Pakistan’s President Asif Ali Zardari and Iranian President Mahmoud Ahmedinijad inaugurated construction work of a long-delayed $7.5 billion gas pipeline from Iran to Pakistan.
The inauguration ceremony of gas pipeline which will pass through Pakistan’s restive Baluchistan province was held in the Iranian border city of Chabahar. Presidents of both states came with delegations of ministers and top officials as well as representatives of several Arab states.
The work on the Iranian side is almost complete and Monday saw the construction work start on the Pakistani side. A total of 780 km of pipeline is to be built in Pakistan by December 2014. Tehran has agreed to lend Islamabad $500 million, a third of the estimated $1.5 billion cost of the Pakistani section of the pipeline.
Ahmadinejad said that work on the new section of the pipeline was going ahead despite US sanctions against Iran’s oil and gas sector.
Dubbed the “peace pipeline”, talks on the project which was initially intended to carry gas on to India began in 1994. New Delhi pulled out in 2009 just a year after it signed a nuclear deal with Washington.

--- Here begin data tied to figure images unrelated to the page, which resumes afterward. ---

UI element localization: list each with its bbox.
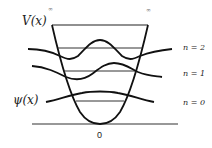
level-label-n2: n = 2 [183,44,205,52]
level-label-n1: n = 1 [183,70,205,78]
wavefunction-n0 [46,92,154,103]
level-label-n0: n = 0 [183,99,205,107]
infinity-right-label: ∞ [146,7,151,13]
wavefunction-label: ψ(x) [13,94,39,106]
diagram-canvas: V(x) ψ(x) ∞ ∞ n = 2 n = 1 n = 0 0 [0,0,212,148]
infinity-left-label: ∞ [48,6,53,12]
wavefunction-n1 [32,63,162,79]
origin-label: 0 [97,131,102,140]
potential-label: V(x) [22,15,47,27]
wavefunction-n2 [28,40,172,59]
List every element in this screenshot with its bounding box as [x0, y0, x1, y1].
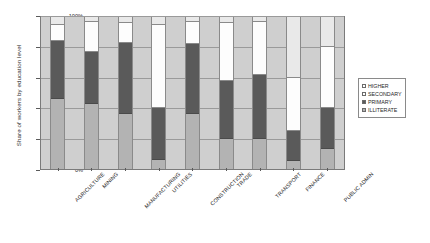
chart-legend: HIGHERSECONDARYPRIMARYILLITERATE	[358, 78, 406, 118]
legend-swatch-icon	[362, 108, 366, 112]
bar-segment-secondary	[186, 22, 199, 45]
legend-swatch-icon	[362, 92, 366, 96]
x-tick-mark	[192, 168, 193, 171]
bar-segment-higher	[51, 17, 64, 25]
bar-finance[interactable]	[286, 17, 301, 169]
bar-segment-secondary	[220, 23, 233, 81]
bar-manufacturing[interactable]	[118, 17, 133, 169]
bar-segment-primary	[253, 75, 266, 139]
bar-segment-primary	[220, 81, 233, 139]
bar-segment-primary	[321, 108, 334, 149]
bar-segment-higher	[287, 17, 300, 78]
bar-segment-illiterate	[85, 104, 98, 169]
bar-segment-secondary	[152, 25, 165, 109]
legend-item-primary[interactable]: PRIMARY	[362, 98, 401, 106]
bar-segment-higher	[321, 17, 334, 47]
bar-segment-illiterate	[186, 114, 199, 169]
legend-item-label: PRIMARY	[368, 99, 392, 105]
x-tick-mark	[327, 168, 328, 171]
bar-segment-primary	[51, 41, 64, 99]
legend-item-label: SECONDARY	[368, 91, 401, 97]
bar-mining[interactable]	[84, 17, 99, 169]
legend-item-label: HIGHER	[368, 83, 389, 89]
bar-segment-illiterate	[51, 99, 64, 169]
x-tick-mark	[91, 168, 92, 171]
bar-construction[interactable]	[185, 17, 200, 169]
bar-segment-primary	[85, 52, 98, 104]
bar-trade[interactable]	[219, 17, 234, 169]
x-tick-label: PUBLIC ADMIN	[343, 171, 375, 203]
bar-segment-secondary	[119, 23, 132, 43]
x-tick-label: TRANSPORT	[274, 171, 302, 199]
bar-segment-primary	[119, 43, 132, 114]
bar-segment-illiterate	[321, 149, 334, 169]
legend-item-secondary[interactable]: SECONDARY	[362, 90, 401, 98]
bar-segment-secondary	[51, 25, 64, 42]
stacked-bar-chart: Share of workers by education level 0%20…	[0, 0, 430, 243]
bar-segment-higher	[152, 17, 165, 25]
x-tick-mark	[58, 168, 59, 171]
legend-item-higher[interactable]: HIGHER	[362, 82, 401, 90]
x-tick-mark	[159, 168, 160, 171]
bar-segment-secondary	[85, 22, 98, 52]
plot-area	[40, 16, 345, 170]
legend-swatch-icon	[362, 84, 366, 88]
bar-segment-primary	[186, 44, 199, 114]
y-axis-title: Share of workers by education level	[15, 16, 22, 176]
bar-segment-secondary	[321, 47, 334, 108]
x-tick-mark	[260, 168, 261, 171]
x-tick-label: FINANCE	[305, 171, 326, 192]
bar-agriculture[interactable]	[50, 17, 65, 169]
x-tick-label: CONSTRUCTION	[210, 171, 246, 207]
bar-transport[interactable]	[252, 17, 267, 169]
bar-segment-illiterate	[253, 139, 266, 169]
x-axis-labels: AGRICULTUREMININGMANUFACTURINGUTILITIESC…	[40, 171, 345, 241]
bar-public-admin[interactable]	[320, 17, 335, 169]
x-tick-mark	[226, 168, 227, 171]
legend-item-label: ILLITERATE	[368, 107, 397, 113]
legend-swatch-icon	[362, 100, 366, 104]
x-tick-mark	[293, 168, 294, 171]
legend-item-illiterate[interactable]: ILLITERATE	[362, 106, 401, 114]
bar-segment-illiterate	[119, 114, 132, 169]
bar-segment-primary	[287, 131, 300, 161]
bar-segment-illiterate	[220, 139, 233, 169]
bar-segment-secondary	[253, 22, 266, 75]
bar-segment-secondary	[287, 78, 300, 131]
x-tick-label: AGRICULTURE	[73, 171, 105, 203]
bar-utilities[interactable]	[151, 17, 166, 169]
bar-segment-primary	[152, 108, 165, 160]
bar-group	[41, 17, 344, 169]
x-tick-mark	[125, 168, 126, 171]
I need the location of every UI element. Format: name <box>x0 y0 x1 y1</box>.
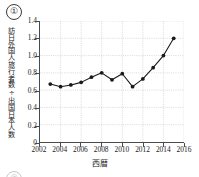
y-tick-mark <box>35 108 39 109</box>
x-tick-mark <box>184 143 185 147</box>
x-tick-mark <box>143 143 144 147</box>
x-axis-tick-labels: 20022004200620082010201220142016 <box>0 145 199 157</box>
data-point <box>69 83 73 87</box>
y-tick-mark <box>35 21 39 22</box>
chart-series-line <box>40 21 184 142</box>
line-chart: 訪日外国人旅行者数÷出国日本人数 00.20.40.60.81.01.21.4 … <box>0 0 199 177</box>
chart-figure-panel: ① 訪日外国人旅行者数÷出国日本人数 00.20.40.60.81.01.21.… <box>0 0 199 177</box>
data-point <box>90 75 94 79</box>
x-tick-mark <box>101 143 102 147</box>
y-tick-mark <box>35 38 39 39</box>
x-tick-mark <box>163 143 164 147</box>
plot-area <box>39 21 184 143</box>
y-tick-mark <box>35 56 39 57</box>
y-tick-mark <box>35 126 39 127</box>
data-point <box>120 72 124 76</box>
y-tick-mark <box>35 73 39 74</box>
data-point <box>79 80 83 84</box>
data-point <box>131 85 135 89</box>
x-tick-mark <box>80 143 81 147</box>
x-tick-mark <box>60 143 61 147</box>
x-tick-mark <box>122 143 123 147</box>
y-axis-title: 訪日外国人旅行者数÷出国日本人数 <box>5 21 17 143</box>
data-point <box>141 77 145 81</box>
data-point <box>151 66 155 70</box>
y-tick-mark <box>35 91 39 92</box>
data-point <box>172 36 176 40</box>
data-point <box>100 71 104 75</box>
x-tick-mark <box>39 143 40 147</box>
data-point <box>59 85 63 89</box>
data-point <box>162 54 166 58</box>
x-axis-title: 西暦 <box>0 157 199 168</box>
data-point <box>48 82 52 86</box>
data-point <box>110 78 114 82</box>
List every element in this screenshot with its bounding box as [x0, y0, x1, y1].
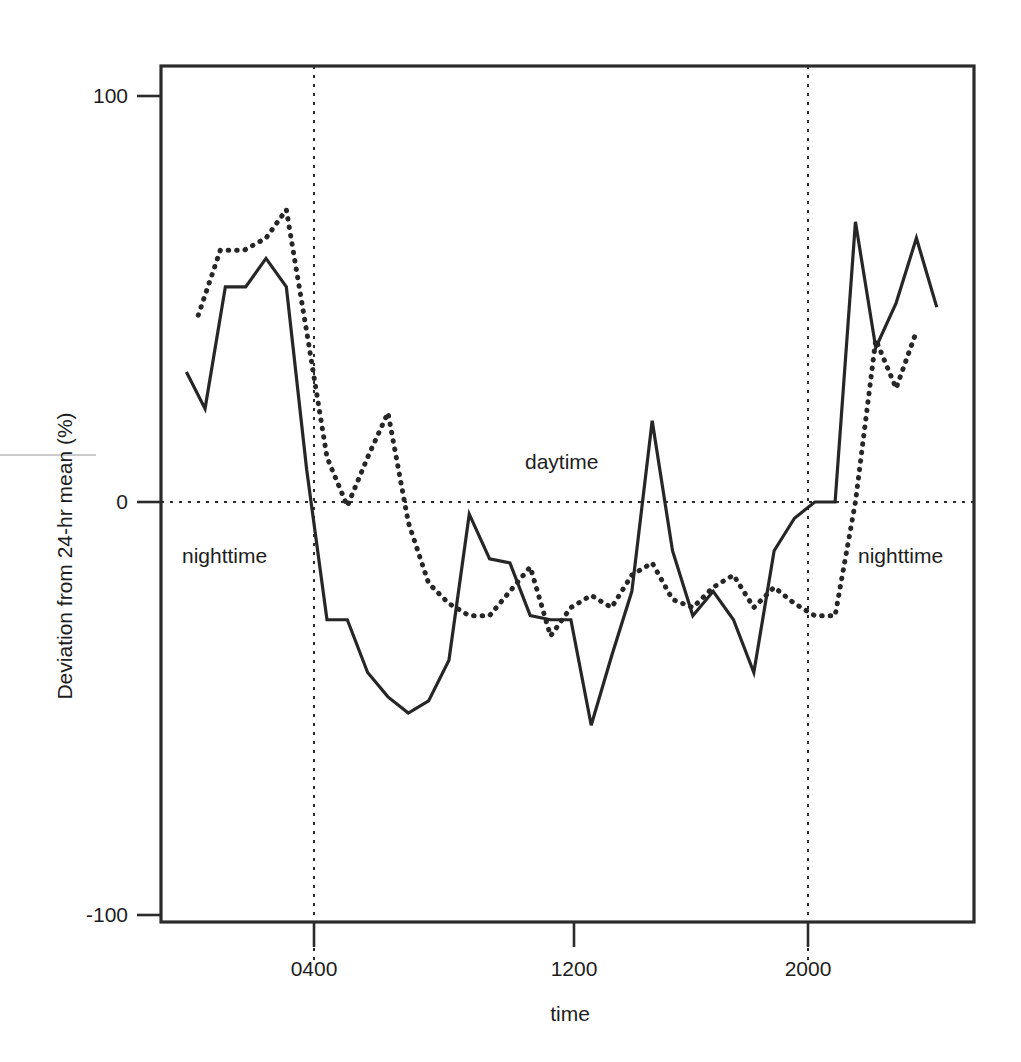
chart-background [0, 0, 1021, 1062]
x-tick-label-0400: 0400 [291, 957, 338, 980]
y-axis-title: Deviation from 24-hr mean (%) [53, 412, 76, 699]
x-tick-label-2000: 2000 [785, 957, 832, 980]
y-tick-label-0: 0 [116, 490, 128, 513]
annotation-nighttime-left: nighttime [182, 544, 267, 567]
chart-figure: 100 0 -100 0400 1200 2000 time Deviation… [0, 0, 1021, 1062]
y-tick-label-100: 100 [93, 84, 128, 107]
circadian-deviation-line-chart: 100 0 -100 0400 1200 2000 time Deviation… [0, 0, 1021, 1062]
x-tick-label-1200: 1200 [551, 957, 598, 980]
annotation-daytime: daytime [525, 450, 599, 473]
x-axis-title: time [550, 1002, 590, 1025]
annotation-nighttime-right: nighttime [858, 544, 943, 567]
y-tick-label-neg100: -100 [86, 903, 128, 926]
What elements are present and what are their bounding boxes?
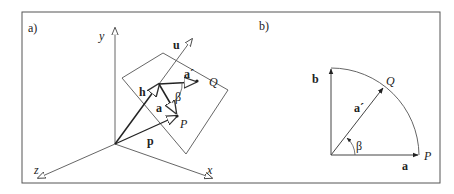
vector-p-label: p <box>147 134 154 148</box>
point-p <box>175 114 178 117</box>
panel-a-label: a) <box>28 21 37 35</box>
vector-u-label: u <box>173 38 180 52</box>
angle-arc <box>347 138 355 155</box>
vector-a-prime <box>159 82 196 84</box>
vector-h-label: h <box>139 85 146 99</box>
z-axis-label: z <box>33 163 39 177</box>
rotation-arc <box>331 68 419 155</box>
vector-a-label: a <box>156 101 162 115</box>
point-q-label: Q <box>386 74 395 88</box>
point-q <box>195 79 198 82</box>
panel-b-label: b) <box>259 19 269 33</box>
angle-beta-label: β <box>356 139 362 153</box>
y-axis-label: y <box>98 29 105 43</box>
x-axis-label: x <box>206 163 213 177</box>
vector-a-prime-label: a´ <box>184 67 194 81</box>
panel-a: a) y z x u h p a a´ β P Q <box>28 21 228 178</box>
vector-p <box>115 116 177 144</box>
angle-beta-label: β <box>175 90 181 104</box>
point-p-label: P <box>423 149 432 163</box>
rotation-diagram: a) y z x u h p a a´ β P Q b) <box>0 0 454 194</box>
point-p-label: P <box>179 117 188 131</box>
z-axis <box>38 144 115 178</box>
point-q-label: Q <box>209 75 218 89</box>
panel-b: b) b a a´ β Q P <box>259 19 432 173</box>
vector-a-prime-label: a´ <box>354 101 364 115</box>
vector-a-label: a <box>402 159 408 173</box>
x-axis <box>115 144 212 178</box>
vector-b-label: b <box>312 72 319 86</box>
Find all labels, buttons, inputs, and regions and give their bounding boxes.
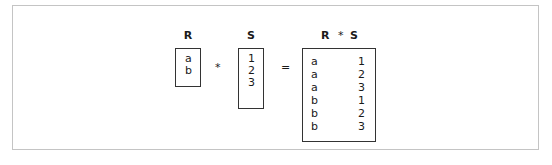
result-label-s: S bbox=[350, 29, 358, 42]
result-row-col1: a bbox=[311, 82, 318, 95]
relation-s-label: S bbox=[239, 29, 263, 42]
result-row-col2: 2 bbox=[358, 108, 365, 121]
diagram-frame bbox=[12, 5, 539, 150]
product-operator: * bbox=[215, 61, 221, 74]
relation-r-label: R bbox=[176, 29, 200, 42]
relation-s-box: 1 2 3 bbox=[238, 48, 264, 109]
result-row-col1: a bbox=[311, 69, 318, 82]
relation-r-value: b bbox=[185, 65, 192, 78]
result-label-operator: * bbox=[338, 29, 344, 42]
result-row-col1: b bbox=[311, 95, 318, 108]
result-row-col2: 2 bbox=[358, 69, 365, 82]
result-row-col1: b bbox=[311, 121, 318, 134]
result-row-col1: a bbox=[311, 56, 318, 69]
relation-r-box: a b bbox=[175, 48, 201, 87]
result-box: a 1 a 2 a 3 b 1 b 2 b 3 bbox=[302, 48, 376, 142]
result-row-col2: 1 bbox=[358, 95, 365, 108]
result-row-col2: 1 bbox=[358, 56, 365, 69]
equals-operator: = bbox=[281, 61, 290, 74]
result-row-col1: b bbox=[311, 108, 318, 121]
result-row-col2: 3 bbox=[358, 121, 365, 134]
result-row-col2: 3 bbox=[358, 82, 365, 95]
result-label-r: R bbox=[321, 29, 329, 42]
relation-s-value: 3 bbox=[248, 77, 255, 90]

The project prompted several warnings of sanctions from the US. Washington says the pipeline would enable Tehran to sell more gas, undermining efforts to step up pressure over its nuclear activities.
But blackouts and power shortages becoming a pressing issue in Pakistan, the outgoing government insists it will not bow to pressure.
Monday’s ceremony came just days ahead of the five-year term of the ruling Pakistan Peoples party’s government expiring with elections scheduled in May.